Freedom, at the moment, looked suspiciously like drudgery. She was too busy even to notice how busy she was.

There were compensations. The loaves she’d turned out weren’t quite perfect; she’d let the crust get browner and thicker than Julia had done. But they were damn good, she thought, for a first try. The customers certainly didn’t object. If they said anything at all, it was to demand another piece hacked off the loaf.

The rest of her cooking passed the test, too, though a couple of people noticed her style wasn’t the same as Umma’s. “Next time I bring you a sow’s womb,” a plump fellow said, “I’ll want it seethed in honey and vinegar, the way you usually do it, not just grilled with garlic. This wasn’t bad, but I like the other better.”

She nodded, gulping a little. She hadn’t known what to do with the odd-shaped lump of meat she’d been handed. For that matter, she hadn’t known what the odd-shaped lump of meat was. Now that she did, she wished she didn’t.

She struggled for objectivity, the same mental distance she’d cultivated in the courtroom or in dealing with clients who weren’t quite the kind of people she’d want in the same room with her kids. What the plump man had suggested didn’t actually sound too bad, though she wouldn’t have chosen that particular cut or recipe for sweet-and-sour pork.

Just as Nicole was taking the last batch of loaves out of the oven, Julia came back at last from the baths. The slave smelled much better than she had before, and her skin was several shades lighter, closer to the milky white that Nicole would have expected with her fair coloring and Germanic features. She still wasn’t as fresh as Nicole would have been coming out of the shower. That newly milky skin smelled potently of olive oil. That, Nicole realized, was one of the many rank perfumes that impregnated the tunic Julia still wore. Not only hadn’t she had it cleaned, Nicole didn’t think it ever had been cleaned, not in the months – maybe years – Julia had been wearing it.

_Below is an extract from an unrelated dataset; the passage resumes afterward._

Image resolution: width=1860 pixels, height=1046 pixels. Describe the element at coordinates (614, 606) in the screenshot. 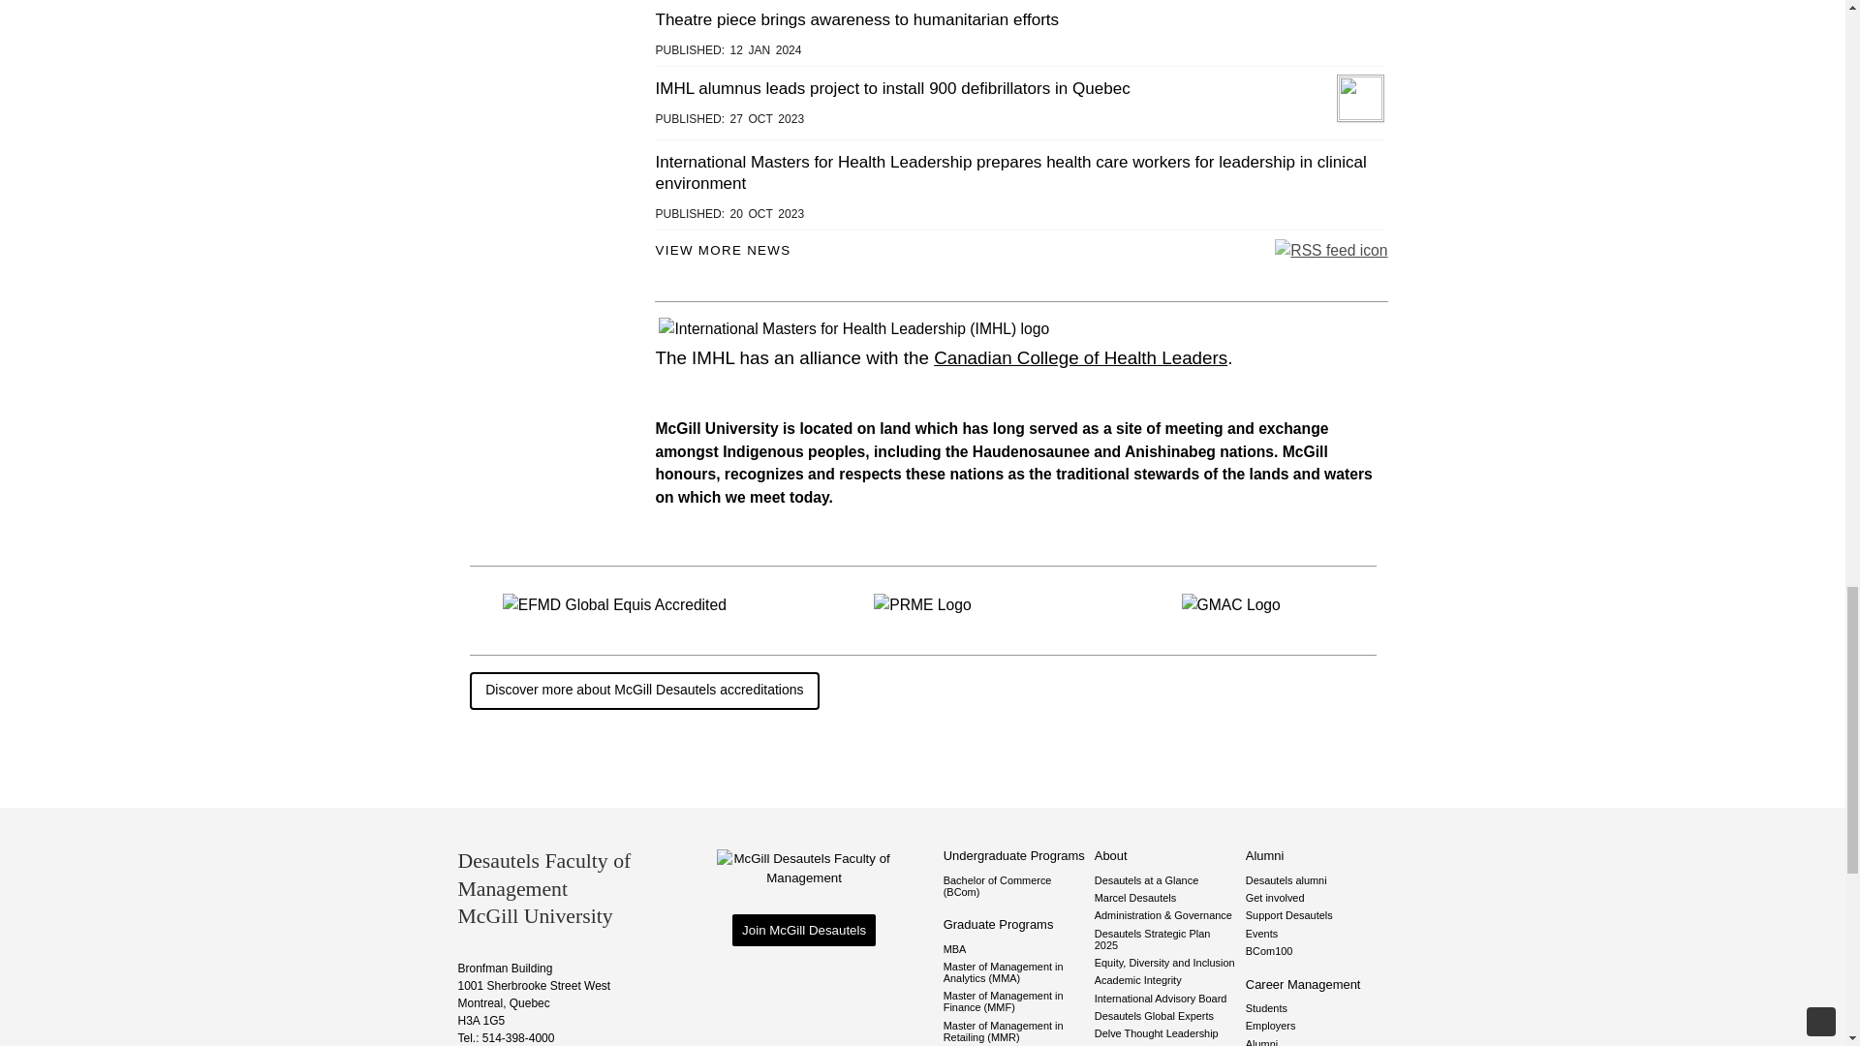

I see `EQUIS Accredited` at that location.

Still, thought Nicole, the bath had been an improvement. Julia carried herself a little straighter, hunched her shoulders a little less. She examined the new-baked bread with a judicious eye. “A little underdone,” she judged, “but no one will complain about it.” She beamed at Nicole. “I hope it wasn’t too much trouble, Mistress. The bath was wonderful.”

She punctuated that with a happy wiggle that caught the eye of every male in the place. There all too obviously wasn’t anything between her body and the much-worn tunic. Equally obviously, she hadn’t been quite dry when she put the tunic back on after her bath. A wet T-shirt it wasn’t, but it left precious little to imagination.

Nicole couldn’t match Julia’s happy tone, not with the thoughts she was thinking. “All right,” she said a bit more roughly than she’d intended. “Get back to work.”

Julia obeyed her with evident contentment. From the way she was acting, she’d expected nothing gentler, and probably something a great deal more harsh. Even in her depths of disgust for the male half of the species, Nicole couldn’t seem to match Umma for ferocity.

Sometime in the late afternoon – Nicole kept glancing at her left wrist, at a watch that wasn’t there – Titus Calidius Severus strode briskly into the restaurant with a pair of plump trout. “Hello, Umma,” he said cheerfully. “Thought I’d wait till things thinned out over here before I brought you these to fry.”